National Taiwan University Institute of Occupational Medicine and Industrial Hygiene professor Dr. Wu said the mollusc samples from industrial park had about 1.4 times as much copper and 2.45 times as much zinc as the infamous “green oysters” found in 1998. Those molluscs’ arresting coloring was the result of the copper wastewater discharged in rivers by the electronics industry. Based on the WHO and the Food and Agriculture Organization’s acceptable daily intake of heavy metals, and used by the US and Canada to calculate the health risks of eating wild rock oysters, only the oysters inhabiting) in Greater Tainan can be eaten.
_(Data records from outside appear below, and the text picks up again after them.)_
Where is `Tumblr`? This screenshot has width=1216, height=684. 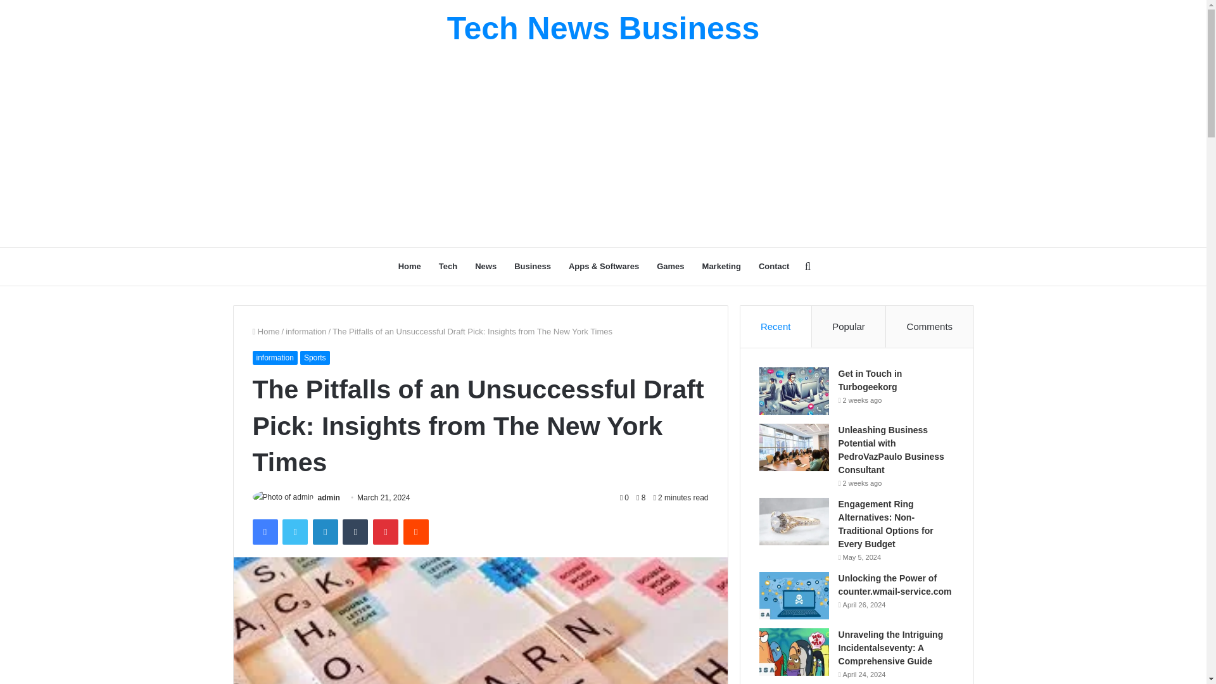
Tumblr is located at coordinates (355, 531).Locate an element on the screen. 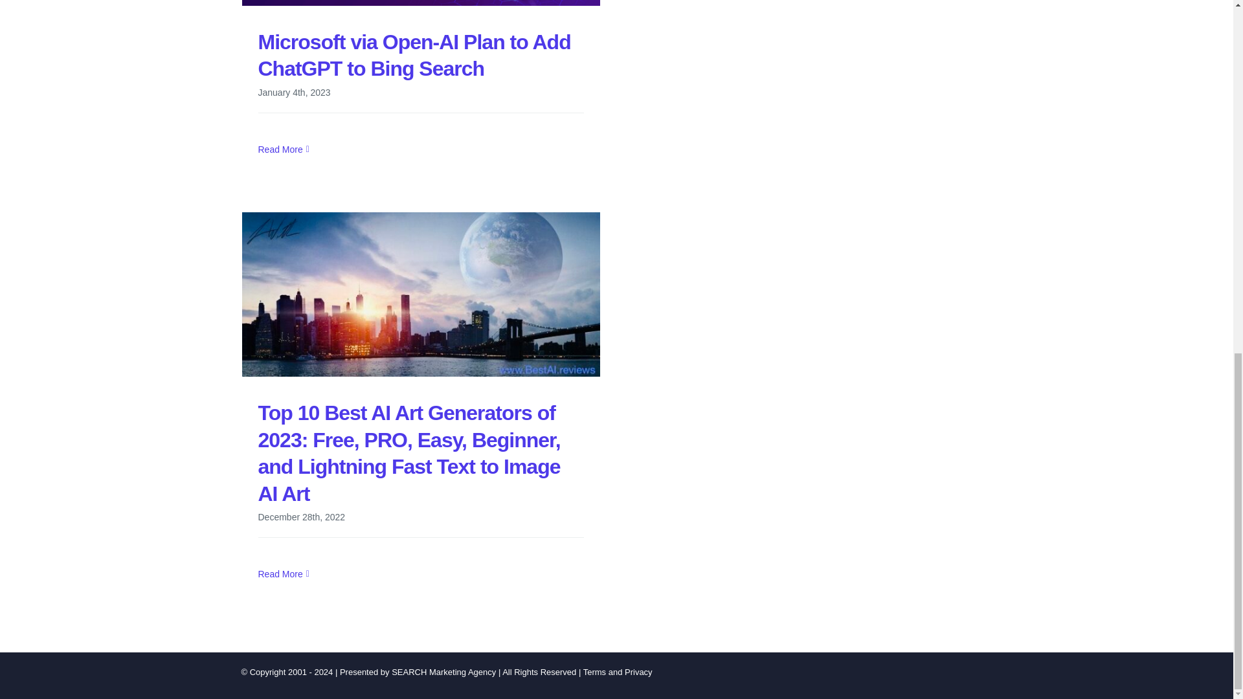 The width and height of the screenshot is (1243, 699). Read More is located at coordinates (280, 149).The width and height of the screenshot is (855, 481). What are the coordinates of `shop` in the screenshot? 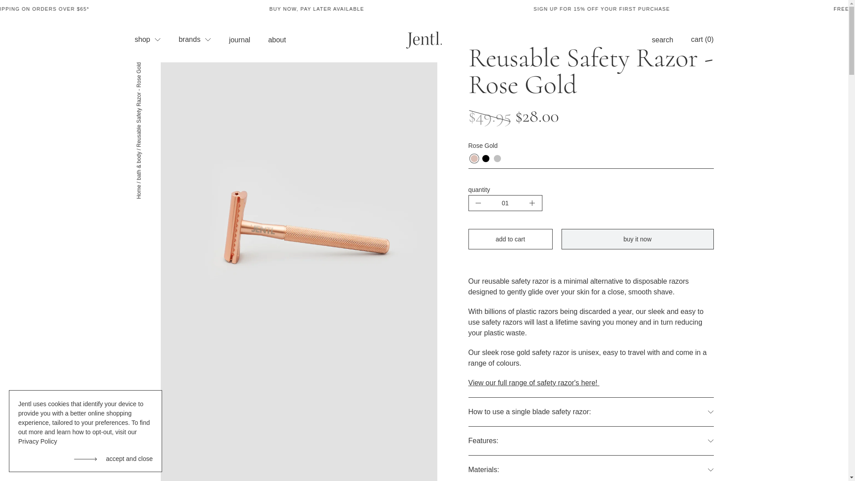 It's located at (148, 40). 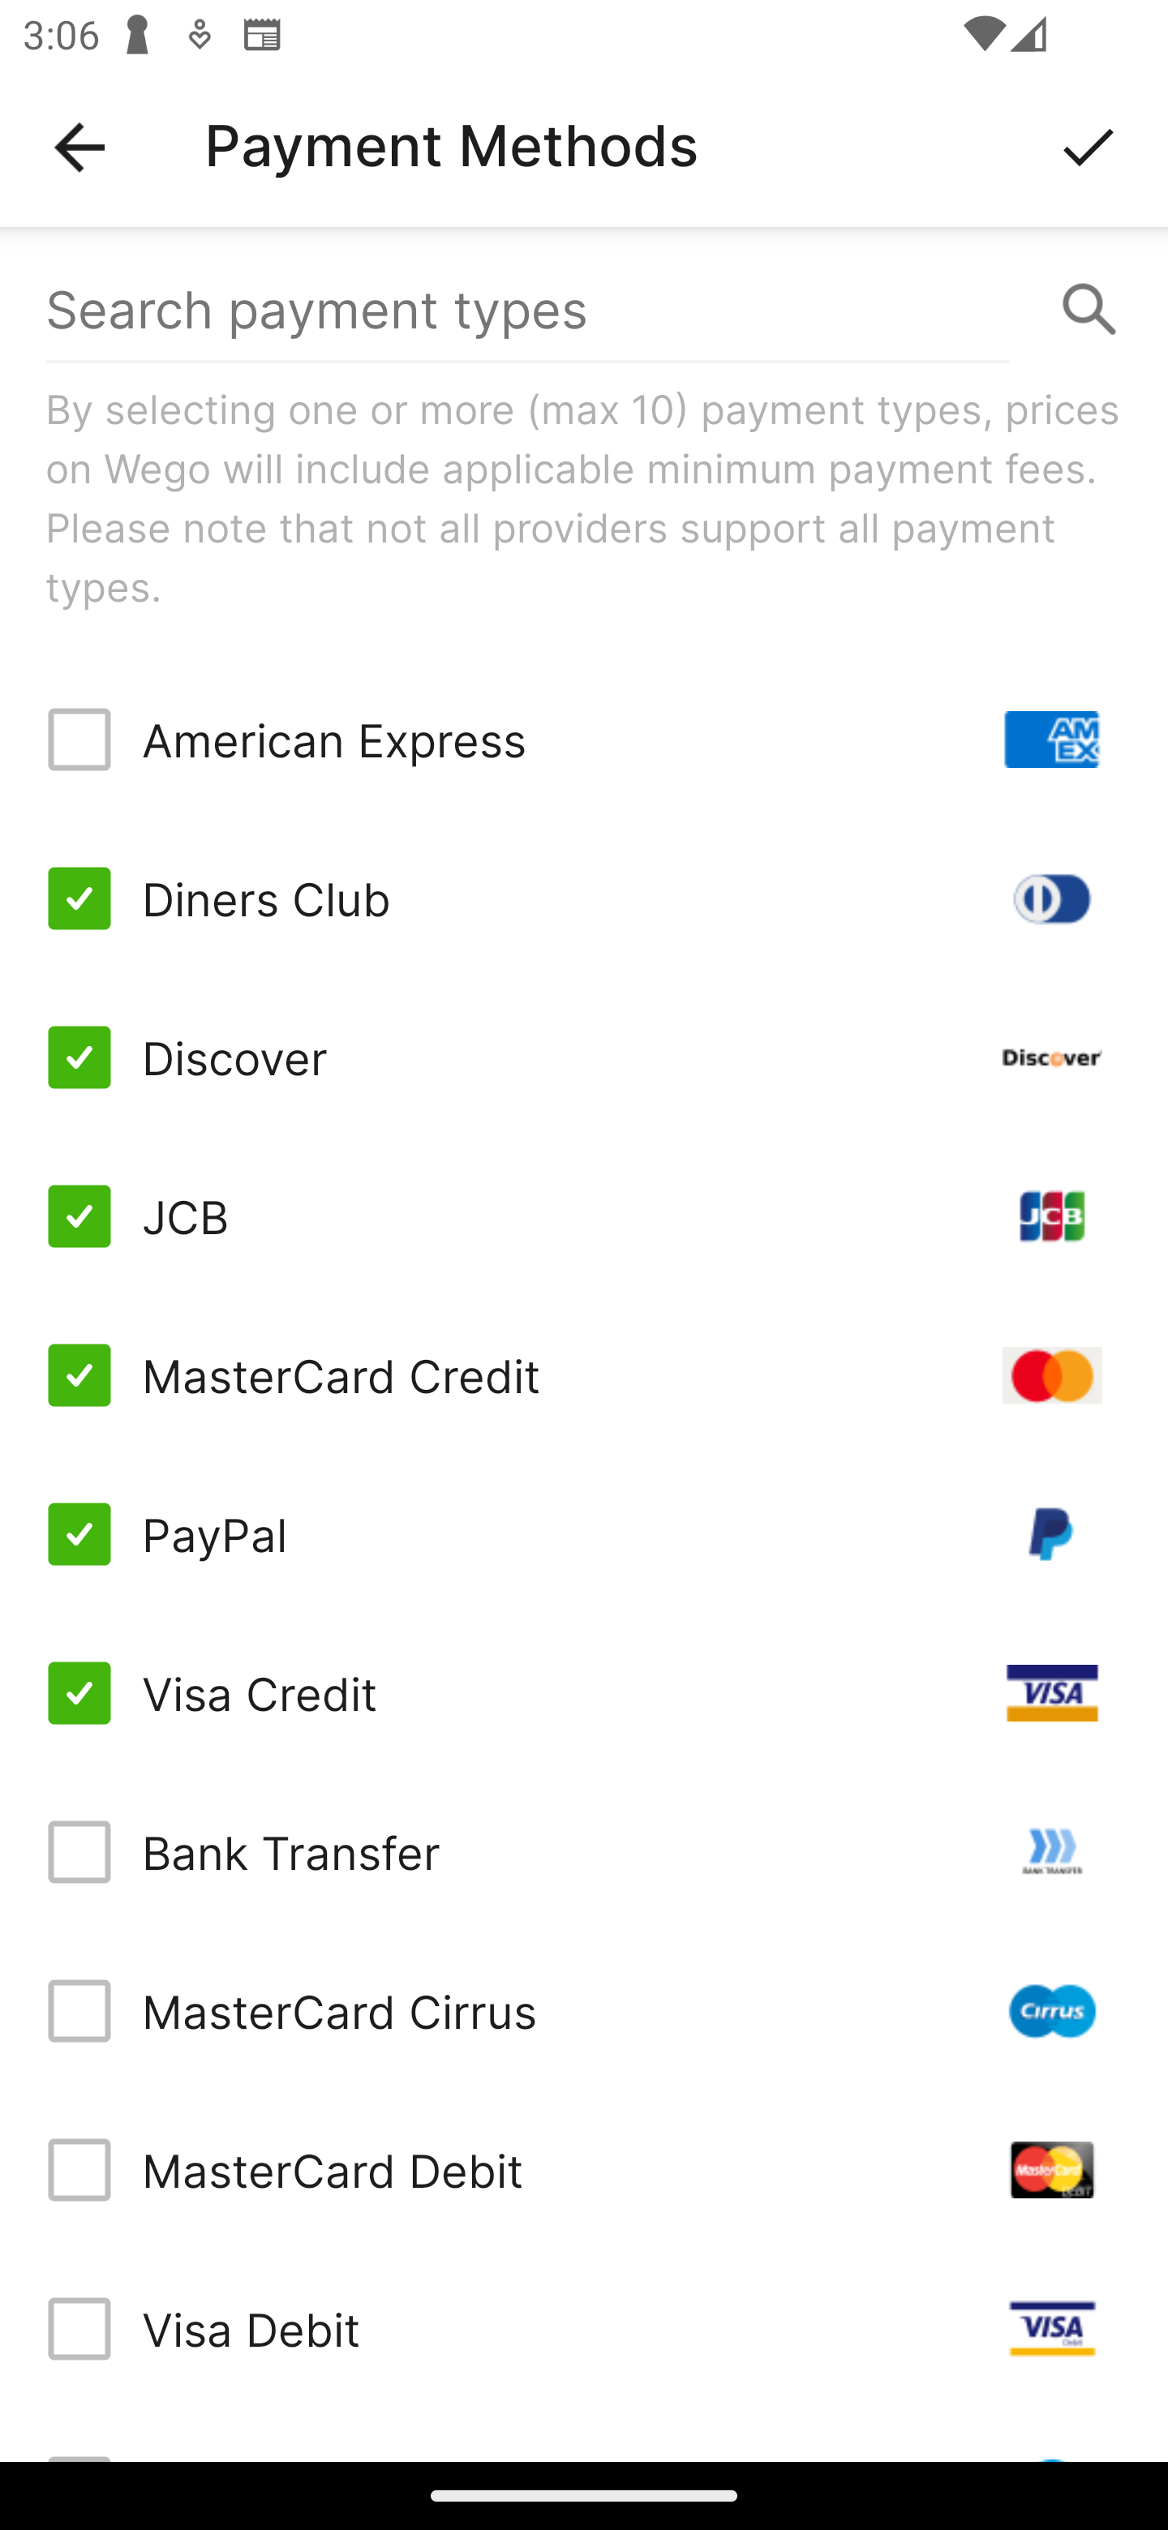 I want to click on Discover, so click(x=583, y=1058).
The daily intake guidelines are based on a person weighing about 60kg eating 50g of the oysters a day.
Wu said that nine of the locations that the groups took oysters from were near the Environmental Protection Administration’s river water quality monitoring stations, which he said was puzzling because nearly all the heavy metals tests carried out by the stations over the past decade found the toxicity levels of the water in these areas to be acceptable, but the survey results showed that about 93 percent of the molluscs the groups took from those sites were inedible.
He said one possible explanation is that the agency tests the water only once per season and heavy metals can easily be diluted or swept into the ocean, but those that do not, can accumulate in the bottom layers of mud in a body of water, thereby contaminating the aquatic animals that live there.